The entire world is struggling due to the COVID-19 outbreak, which is believed to have originated in the wet markets of Wuhan, China in 2019.Even while it is unclear if and when the Chinese-origin virus will be contained, there is more bad news coming from the country.?
Researchers in China have reportedly discovered a new type of swine flu that is capable of triggering another pandemic.According to a study published in the US science journal PNAS the new virus has been named as G4, and it is genetically descended from the H1N1 strain that caused a pandemic in 2009, but with some new changes.?
It possesses "all the essential hallmarks of being highly adapted to infect humans," say the authors, scientists at Chinese universities and China's Center for Disease Control and Prevention.From 2011 to 2018, researchers took 30,000 nasal swabs from pigs in slaughterhouses in 10 Chinese provinces and in a veterinary hospital, allowing them to isolate 179 swine flu viruses.?

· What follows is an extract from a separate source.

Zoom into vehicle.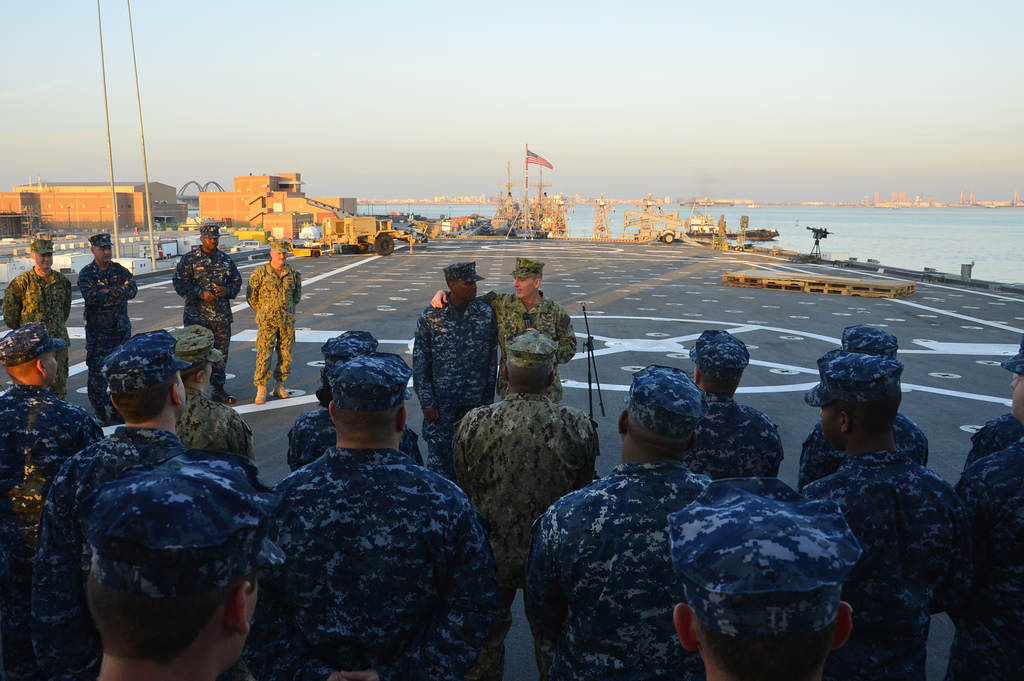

The majority were of a new kind which has been dominant among pigs since 2016.The researchers then carried out various experiments including on ferrets, which are widely used in flu studies because they experience similar symptoms to humans principally fever, coughing and sneezing.?
G4 was observed to be highly infectious, replicating in human cells and causing more serious symptoms in ferrets than other viruses.Tests also showed that any immunity humans gain from exposure to seasonal flu does not provide protection from G4.?
According to blood tests which showed up antibodies created by exposure to the virus, 10.4 percent of swine workers had already been infected.The tests showed that as many as 4.4 percent of the general population also appeared to have been exposed.Researchers are concerned that it could mutate further so that it can spread easily from person to person, and trigger a global outbreak.
While it is not an immediate problem, they say, it has "all the hallmarks" of being highly adapted to infect humans and needs close monitoring."It is of concern that human infection of G4 virus will further human adaptation and increase the risk of a human pandemic," the researchers wrote.The authors called for urgent measures to monitor people working with pigs.?
"The work comes as a salutary reminder that we are constantly at risk of new emergence of zoonotic pathogens and that farmed animals, with which humans have greater contact than with wildlife, may act as the source for important pandemic viruses," said James Wood, head of the department of veterinary medicine at Cambridge University.